How do we “untangle” when feelings seem to react & stimulate each other?
Torie writes:
“I am often furious, very ashamed of it and avoid telling people about it because it has gone on for a long time. I do try Focusing but it only helps momentarily. I can find a kind inner voice for a bit but again it doesn’t last. I know these things do keep coming back and I need to be patient.
“The fury is, on the surface, with my husband not clearing up after himself in so many ways, and I feel like a disrespected drudge. He’s also very anxious, and I feel I have to make it all right for him. It goes back to my mother’s anxiety about me having a disability and me believing it was my fault, never talked about.”
Dear Torie,
I’m so sorry things are hard for you and you’re having a hard time finding help with it, or a way to be with it.
It sounds like you have the kind of situation that Barbara McGavin and I would call (in the Treasure Maps to the Soul work) a “Tangle.” It’s a situation that affects your whole life, where there are a number of strong emotions and parts of you reacting to other parts of you, and there’s no clear way out. In fact you have tried a lot — even Focusing — without getting free of it.
So let’s start by pausing.
Find a space and a time when you can be alone and quiet, without interruption, and give that time to yourself. Be comfortable. Maybe have a notebook with you. This is your pause.
Once you get there, you are going to acknowledge all the different parts of you that are warring inside you, like this:
“I’m sensing something in me that ____________________________.”
“I’m sensing something in me that is furious at my husband.”
“I’m sensing something in me that is ashamed about being furious.”
Then take those sentences inside and just check if the words get how it is.

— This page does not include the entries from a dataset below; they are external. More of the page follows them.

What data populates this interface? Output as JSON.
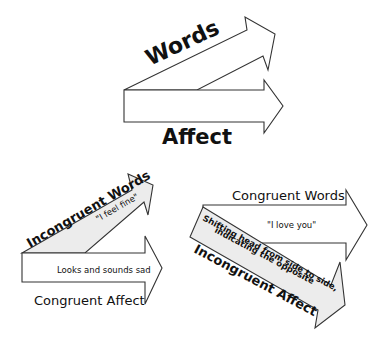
{
  "colors": {
    "stroke": "#333333",
    "fill_white": "#ffffff",
    "fill_gray": "#ececec",
    "text": "#111111"
  },
  "diagram_top": {
    "words_label": "Words",
    "affect_label": "Affect"
  },
  "diagram_left": {
    "words_label": "Incongruent Words",
    "words_quote": "\"I feel fine\"",
    "affect_inner": "Looks and sounds sad",
    "affect_label": "Congruent Affect"
  },
  "diagram_right": {
    "words_label": "Congruent Words",
    "words_quote": "\"I love you\"",
    "affect_inner_line1": "Shifting head from side to side,",
    "affect_inner_line2": "indicating the opposite",
    "affect_label": "Incongruent Affect"
  }
}
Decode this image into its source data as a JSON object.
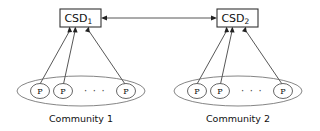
{
  "figure": {
    "type": "diagram",
    "background_color": "#ffffff",
    "line_color": "#555555",
    "text_color": "#111111"
  },
  "directories": [
    {
      "id": "csd1",
      "label": "CSD",
      "subscript": "1",
      "x": 60,
      "y": 9,
      "width": 41,
      "height": 18
    },
    {
      "id": "csd2",
      "label": "CSD",
      "subscript": "2",
      "x": 217,
      "y": 9,
      "width": 41,
      "height": 18
    }
  ],
  "inter_directory_link": {
    "from": "csd1",
    "to": "csd2",
    "direction": "bidirectional",
    "x1": 101,
    "x2": 217,
    "y": 18
  },
  "communities": [
    {
      "id": "community1",
      "caption": "Community 1",
      "caption_x": 81,
      "caption_y": 122,
      "ellipse": {
        "cx": 81,
        "cy": 91,
        "rx": 64,
        "ry": 15
      },
      "directory": "csd1",
      "peers": [
        {
          "label": "P",
          "cx": 40,
          "cy": 91,
          "rx": 9.5,
          "ry": 7.5
        },
        {
          "label": "P",
          "cx": 63,
          "cy": 91,
          "rx": 9.5,
          "ry": 7.5
        },
        {
          "label": "P",
          "cx": 126,
          "cy": 91,
          "rx": 9.5,
          "ry": 7.5
        }
      ],
      "ellipsis": {
        "text": "· · ·",
        "x": 95,
        "y": 93
      }
    },
    {
      "id": "community2",
      "caption": "Community 2",
      "caption_x": 238,
      "caption_y": 122,
      "ellipse": {
        "cx": 238,
        "cy": 91,
        "rx": 64,
        "ry": 15
      },
      "directory": "csd2",
      "peers": [
        {
          "label": "P",
          "cx": 197,
          "cy": 91,
          "rx": 9.5,
          "ry": 7.5
        },
        {
          "label": "P",
          "cx": 220,
          "cy": 91,
          "rx": 9.5,
          "ry": 7.5
        },
        {
          "label": "P",
          "cx": 283,
          "cy": 91,
          "rx": 9.5,
          "ry": 7.5
        }
      ],
      "ellipsis": {
        "text": "· · ·",
        "x": 252,
        "y": 93
      }
    }
  ]
}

Maybe you’ll get, “No, it’s not ashamed at being furious, it’s ashamed at having a problem that hasn’t changed in so long.” Just let the words change until they feel right. Your job is to be the listener, to really listen closely to yourself and sense what fits, what gets it just right.
When the words fit exactly, even if they seem awful, you will get a deeper breath.
You are Self-in-Presence; you are the space that holds it all.
When you can acknowledge each of these parts of you, YOU get bigger. YOU are the space that can hold it all.
You said you sometimes find a kind inner voice for a bit but it doesn’t last. BE the kind inner voice. And if you can’t be kind, that’s OK. You can work up to kindness. Start with simply being able to say hello.
This will not be easy.
In a Tangle, so many inner parts are reacting to each other that it’s really hard to be neutral. One part is furious, another is ashamed. One part is yearning to change, another part is tired of it all. It will probably take some time just to acknowledge it all.
Your body can help you. As you acknowledge each part of you, notice how it feels in your body. Let a gentle hand go to the place where you’re feeling that.
Now be the listener. You said that the fury is “on the surface” with your husband. That shows you are already sensing there is more to it, underneath. You can acknowledge both the surface and the underneath. That place in you is not wanting to be disrespected. Let it know you hear that…and keep listening for the “more” that it doesn’t want for you.
Fury, anger, comes from a deep knowing that how it is, is not right. You might want to make a space to honor what you deeply know. In the space of Self-in-Presence, that honoring is more likely to happen.